Calls for increased attention to access to justice and compensation were also raised by the President of the Council of Europe’s expert group on trafficking (GRETA) and the OSCE/ODIHR senior trafficking advisor as well as by the German and Philippines ambassadors to the UN.

In her keynote address, the UN Special Rapporteur on Trafficking in Persons, Ms Joy Ngozi Ezeilo, said: “It is a state obligation to ensure access to justice and effective remedies.” Ms Ezeilo made her comments ahead of the formal presentation of her thematic report on effective remedies for trafficked persons to the Human Rights Council tomorrow (Wednesday 1 June 2011).

Trafficking in human beings is a serious human rights violation.

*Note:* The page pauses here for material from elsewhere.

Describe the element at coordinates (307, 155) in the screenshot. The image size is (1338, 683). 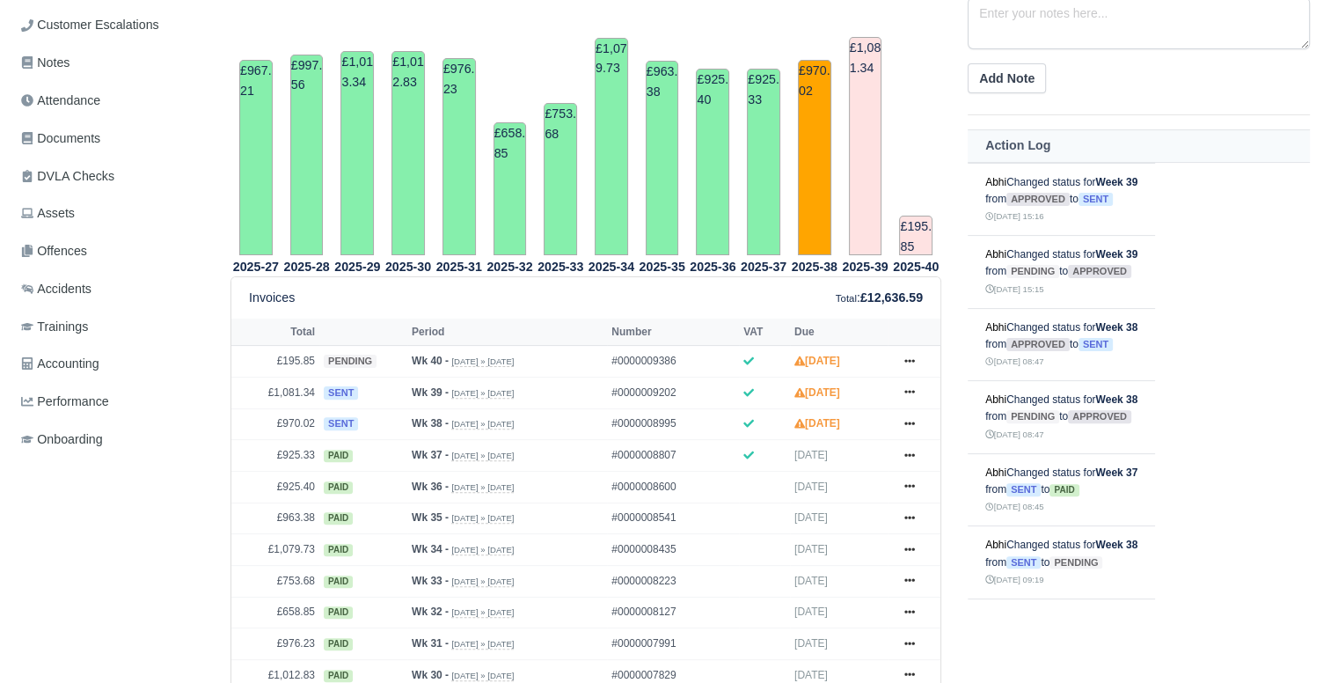
I see `td: £997.56` at that location.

People trafficked into forced labour or sexual exploitation are subjected to abuse, exploitation, physical and psychological violence, forced to work long hours with little or no pay, under inhuman working and living conditions.

The United Nations estimate that the annual profits from the global trafficking industry to be $32 billion. According to the US State Department’s 2010 Trafficking in Persons report, across the world 49,105 people were identified as trafficked in 2009 but only a handful of individuals ever received compensation for their suffering.

While compensation is technically available for trafficked people in Europe under the terms of the Council of Europe’s Convention on Action against Trafficking in Human Beings, very few trafficked persons claim compensation and even less actually receive compensation.

Compensation acknowledges the extreme violation of rights and injustice inflicted upon trafficked people and their pain and suffering, as well as their material losses, and constitutes a first step towards overcoming the harm done. It is a very effective tool to help trafficked people rebuild their lives and ensures they receive wages which withheld as a consequence of exploitation.

The main obstacles to compensation are a lack of awareness and knowledge amongst professionals and authorities, limited and conditional compensation funds, as well as a failure to confiscate the assets of traffickers, the non-payment of court-ordered compensation money and a lack of jurisprudence.

Marieke van Doorninck of La Strada International, said: “Compensation for trafficked persons is crucial in the fight against trafficking, not only as an instrument of restorative justice and as prevention of re-trafficking, but also as recognition by the States of the violation of the rights and the damages trafficked people have suffered – after all, cash is an effective remedy.”

Klara Skrivankova of Anti-Slavery International said: “Governments must remove the obstacles preventing trafficked people from accessing compensation and rights. Although acknowledged as a right, effective remedies for trafficked persons remain merely a theory. It is time to make them a reality.”

Mariana Katzarova of the Office for Democratic Institutions and Human Rights of the Organisation for Security and Cooperation in Europe, said: “Compensation for trafficked persons is a basic human rights issue, centred on a human being entitled to reclaim their dignity and rights through justice being carried out.”

For further media information contact: Paul Donohoe, Anti-Slavery International: +44 20 7501 8934, +44 7779 624385 p.donohoe@antislavery.org

Notes for editors

1. COMP.ACT is a coalition of NGOs, trade unions and legal practitioners from 14 European countries* that combines practical work, including research, test cases and the development of guidelines for professionals, with international advocacy and campaigning for access to justice and right to redress for trafficked people. *(Austria, Belarus, Bosnia & Herzegovina, Bulgaria, Czech Republic, Germany, Ireland, Italy, Macedonia, Moldova, Poland, Spain, Ukraine and United Kingdom).

2. COMP.ACT campaign is institutionally supported by the Council of Europe and the Organization for Security and Co-operation in Europe (OSCE/ODIHR).